When.com Web Search

Search results

  1. Results From The WOW.Com Content Network
  2. Beckman Coulter - Wikipedia

    en.wikipedia.org/wiki/Beckman_Coulter

    Beckman Coulter, Inc. is a Danaher Corporation company that develops, manufactures, and markets products relevant to biomedical testing. It operates in the industries of diagnostics and life sciences .

  3. Hematology analyzer - Wikipedia

    en.wikipedia.org/wiki/Hematology_analyzer

    Schematic diagram of 3-part analyzer. A 3-part differential cell counter uses Coulter's principle to find the size and volume of the cell. The sample is lysed and dissolved into an electrolyte solution in a container, which also holds a smaller container.

  4. DU spectrophotometer - Wikipedia

    en.wikipedia.org/wiki/DU_spectrophotometer

    The DU was developed at National Technical Laboratories (later Beckman Instruments) under the direction of Arnold Orville Beckman, an American chemist and inventor. [13] [14] Beginning in 1940, National Technical Laboratories developed three in-house prototype models (A, B, C) and one limited distribution model (D) before moving to full commercial production with the DU in 1941.

  5. Beckman - Wikipedia

    en.wikipedia.org/wiki/Beckman

    Arnold Orville Beckman, chemist and entrepreneur; Beckman Coulter, a biomedical laboratory instruments company founded by Arnold O. Beckman; 3737 Beckman, an asteroid; Institutes and research centers supported by the Arnold and Mabel Beckman Foundation Beckman Center for Molecular and Genetic Medicine at Stanford University, Stanford, California

  6. Arnold Beckman - Wikipedia

    en.wikipedia.org/wiki/Arnold_Beckman

    Arnold Orville Beckman (April 10, 1900 – May 18, 2004) was an American chemist, inventor, investor, and philanthropist. While a professor at California Institute of Technology, he founded Beckman Instruments based on his 1934 invention of the pH meter, a device for measuring acidity (and alkalinity), later considered to have "revolutionized the study of chemistry and biology". [1]

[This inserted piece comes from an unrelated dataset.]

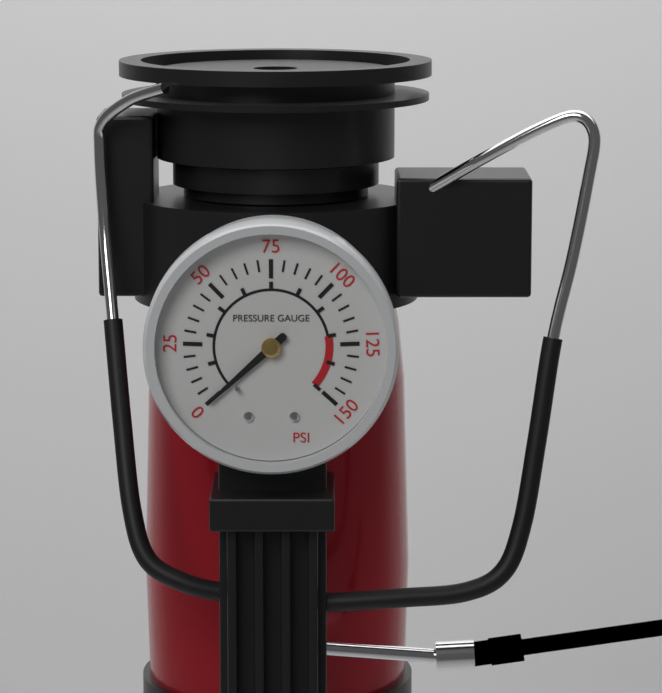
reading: 0 psi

  7. Cell counting - Wikipedia

    en.wikipedia.org/wiki/Cell_counting

    Coulter and CASY counters are much cheaper than flow cytometers, and for applications that require cell numbers and sizes, such as cell-cycle research, they are the method of choice. Its advantage over the methods above is the large number of cells that can be processed in a short time, namely: thousands of cells per second.

  8. Dade Behring - Wikipedia

    en.wikipedia.org/wiki/Dade_Behring

    Behring Diagnostics, a Frankfurt-based [1] company bearing Dr. Emil von Behring's name, was spun off from Hoechst AG (which later became Aventis) in 1995.Soon after its formation, the company acquired a drug-testing firm called Syva Company and, in 1996, the diagnostics and clinical chemistry division of DuPont.

  9. Spectronic 20 - Wikipedia

    en.wikipedia.org/wiki/Spectronic_20

    Using the Bausch & Lomb Spectronic 20 Colorimeter, 1962. The Spectronic 20 is a brand of single-beam spectrophotometer, designed to operate in the visible spectrum [1] across a wavelength range of 340 nm to 950 nm, with a spectral bandpass of 20 nm.